Lesson 2: Not All Price Moves Are Informational
During the crisis, sports and entertainment positions moved down 4-8% despite having no fundamental connection to the geopolitical event. This is "contagion" --- fear-driven selling across all markets regardless of relevance. Traders who can distinguish between informational price moves (genuinely changed probabilities) and contagion moves (sentiment-driven, temporary) can profit from the recovery.
Practical takeaway: Before closing positions during a crisis, ask: "Has the true probability of this specific event actually changed?" If not, the price move is likely temporary and represents an opportunity, not a risk.
Lesson 3: Pre-Committed Rules Save You from Your Worst Instincts
The trader's pre-committed drawdown rules prevented both panic (closing everything) and denial (ignoring the crisis). The hybrid approach --- follow the rules, re-evaluate fundamentals, adjust selectively --- produced a better outcome than either extreme.
Practical takeaway: Write down your crisis response plan before a crisis occurs. Include specific triggers, specific actions, and specific criteria for determining whether a price move is informational or contagion.
Lesson 4: Recovery Time Is Asymmetric
The portfolio experienced a 9.1% drawdown in one week but required 6 weeks to recover to a new peak. This 1:6 ratio between shock duration and recovery duration is typical and has important implications for bankroll management: the longer you spend in drawdown, the more rounds of potential returns you forgo.

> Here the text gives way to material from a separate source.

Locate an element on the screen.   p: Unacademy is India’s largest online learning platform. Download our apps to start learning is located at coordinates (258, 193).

Practical takeaway: Recovery time is inversely proportional to your expected return per round. If you reduce sizing during the drawdown (as the rules prescribe), recovery takes even longer. Budget for recovery periods when planning your trading career.

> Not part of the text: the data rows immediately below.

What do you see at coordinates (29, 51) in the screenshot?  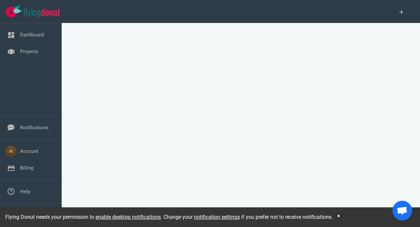 I see `a: Projects` at bounding box center [29, 51].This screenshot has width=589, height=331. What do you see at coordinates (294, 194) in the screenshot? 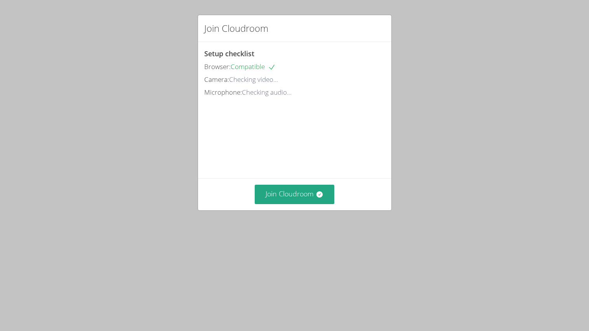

Lesson 5: Reserves Are Insurance, Not Idle Capital
The trader's $12,500 in reserve capital was never deployed during this episode, but its existence was crucial for psychological stability. Knowing that even a worst-case scenario would not threaten survival allowed the trader to think clearly and make rational decisions.
Practical takeaway: Maintain at least 30% of total capital in reserves. View this as insurance premium --- it costs you some expected return but protects against catastrophic loss.

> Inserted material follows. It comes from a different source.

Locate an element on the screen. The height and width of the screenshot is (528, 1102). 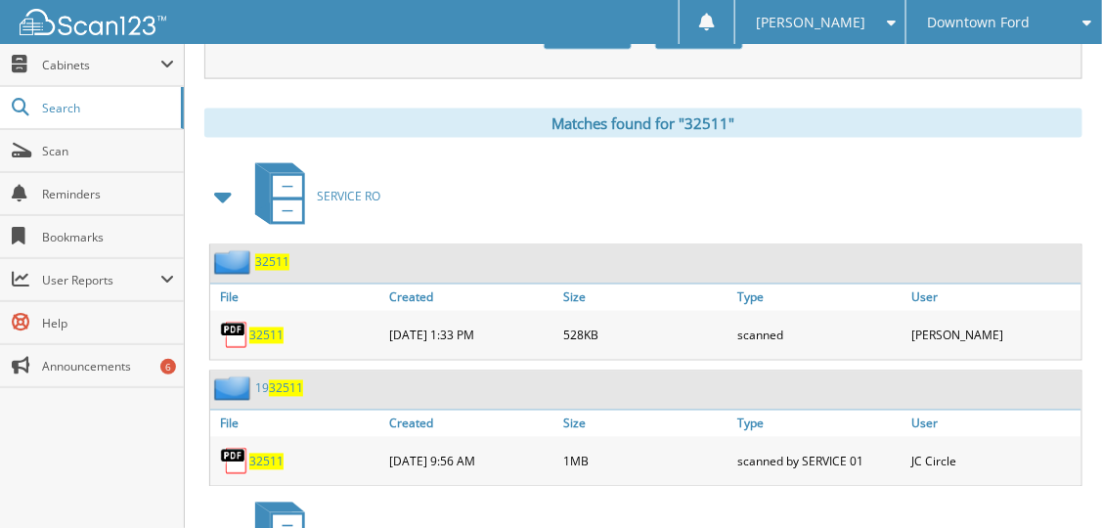
span: Bookmarks is located at coordinates (108, 237).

Lesson 6: Black Swans Are Not Black When You Prepare for Them
The trader's stress test in Case Study 1 included a "correlation spike to 0.50" scenario and a "combined adverse" scenario. The actual black swan produced a correlation spike to 0.38 --- less severe than the stress test. Because the trader had already seen (in simulation) what a correlation spike would do, the real event was shocking but not bewildering.
Practical takeaway: Run extreme stress tests regularly. Even if you never experience the exact scenario, the exercise of thinking through extreme outcomes prepares you mentally and financially for whatever does happen.
Summary Timeline
| Week | Key Event | Bankroll | Drawdown | Action |
|---|---|---|---|---|
| 0-8 | Normal trading, steady growth | $30,000 to $32,700 | 0% | Full sizing |
| 9 (Day 1) | Black swan shock | $30,594 | 6.4% | Monitor, assess |
| 9 (Day 5) | Second-order effects | $29,734 | 9.1% | Re-evaluate positions |
| 9 (Weekend) | Portfolio adjustment | $29,734 | 9.1% | Close 3, reduce 3, increase 2 |
| 10 | Stabilization begins | $30,248 | 7.5% | Hold adjusted portfolio |
| 11 | Ceasefire, recovery | $31,104 | 4.9% | Begin redeploying freed capital |
| 12 | New normal emerges | $31,750 | 2.9% | Resume normal operations |
| 13-14 | Continued recovery | $32,580 | 0.4% | Normal trading |
| 15 | New all-time high | $33,102 | 0.0% | Full sizing, new peak |
| 16 | Continued growth | $33,645 | 0.0% | Normal trading |
Bottom line: A well-constructed portfolio with disciplined risk management turned a black swan event into a 6-week detour, not a career-ending disaster. The total cost of the episode was approximately 4 weeks of foregone growth relative to the pre-shock trajectory.
The complete Python code for this case study, including the shock simulation, drawdown tracking, and counterfactual analysis, is available in code/case-study-code.py.